The records>
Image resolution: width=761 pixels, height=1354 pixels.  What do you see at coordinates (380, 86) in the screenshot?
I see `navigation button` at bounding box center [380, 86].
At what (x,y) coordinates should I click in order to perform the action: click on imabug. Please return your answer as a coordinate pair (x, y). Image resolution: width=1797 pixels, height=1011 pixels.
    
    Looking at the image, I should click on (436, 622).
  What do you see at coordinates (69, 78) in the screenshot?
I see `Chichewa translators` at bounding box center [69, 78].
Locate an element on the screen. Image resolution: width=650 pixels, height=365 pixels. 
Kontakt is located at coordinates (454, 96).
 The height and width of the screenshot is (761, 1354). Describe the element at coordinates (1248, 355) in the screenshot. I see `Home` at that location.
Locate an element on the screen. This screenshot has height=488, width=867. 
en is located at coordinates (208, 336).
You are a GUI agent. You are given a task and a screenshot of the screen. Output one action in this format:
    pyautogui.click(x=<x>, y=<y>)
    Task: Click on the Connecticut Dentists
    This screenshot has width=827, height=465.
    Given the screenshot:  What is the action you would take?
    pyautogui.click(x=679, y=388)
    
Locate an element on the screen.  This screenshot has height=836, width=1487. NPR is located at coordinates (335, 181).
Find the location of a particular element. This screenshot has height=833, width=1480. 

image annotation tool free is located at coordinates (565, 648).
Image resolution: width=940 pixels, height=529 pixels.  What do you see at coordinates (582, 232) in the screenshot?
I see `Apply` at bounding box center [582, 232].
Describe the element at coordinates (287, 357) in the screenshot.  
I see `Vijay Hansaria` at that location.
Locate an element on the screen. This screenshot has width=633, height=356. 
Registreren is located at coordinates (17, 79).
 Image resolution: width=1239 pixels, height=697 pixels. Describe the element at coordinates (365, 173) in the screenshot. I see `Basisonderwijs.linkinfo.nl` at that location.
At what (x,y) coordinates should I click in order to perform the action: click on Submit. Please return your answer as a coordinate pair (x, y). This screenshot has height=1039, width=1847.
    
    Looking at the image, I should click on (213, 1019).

Problem to solve> Every entry shown above should be transcribed without alteration.

Solution to this task>
Image resolution: width=761 pixels, height=1354 pixels.  What do you see at coordinates (380, 86) in the screenshot?
I see `navigation button` at bounding box center [380, 86].
At what (x,y) coordinates should I click in order to perform the action: click on imabug. Please return your answer as a coordinate pair (x, y). Image resolution: width=1797 pixels, height=1011 pixels.
    
    Looking at the image, I should click on (436, 622).
  What do you see at coordinates (69, 78) in the screenshot?
I see `Chichewa translators` at bounding box center [69, 78].
Locate an element on the screen. Image resolution: width=650 pixels, height=365 pixels. 
Kontakt is located at coordinates (454, 96).
 The height and width of the screenshot is (761, 1354). Describe the element at coordinates (1248, 355) in the screenshot. I see `Home` at that location.
Locate an element on the screen. This screenshot has height=488, width=867. 
en is located at coordinates (208, 336).
You are a GUI agent. You are given a task and a screenshot of the screen. Output one action in this format:
    pyautogui.click(x=<x>, y=<y>)
    Task: Click on the Connecticut Dentists
    This screenshot has width=827, height=465.
    Given the screenshot:  What is the action you would take?
    pyautogui.click(x=679, y=388)
    
Locate an element on the screen.  This screenshot has height=836, width=1487. NPR is located at coordinates (335, 181).
Find the location of a particular element. This screenshot has height=833, width=1480. 

image annotation tool free is located at coordinates (565, 648).
Image resolution: width=940 pixels, height=529 pixels.  What do you see at coordinates (582, 232) in the screenshot?
I see `Apply` at bounding box center [582, 232].
Describe the element at coordinates (287, 357) in the screenshot.  
I see `Vijay Hansaria` at that location.
Locate an element on the screen. This screenshot has width=633, height=356. 
Registreren is located at coordinates (17, 79).
 Image resolution: width=1239 pixels, height=697 pixels. Describe the element at coordinates (365, 173) in the screenshot. I see `Basisonderwijs.linkinfo.nl` at that location.
At what (x,y) coordinates should I click in order to perform the action: click on Submit. Please return your answer as a coordinate pair (x, y). This screenshot has height=1039, width=1847.
    
    Looking at the image, I should click on (213, 1019).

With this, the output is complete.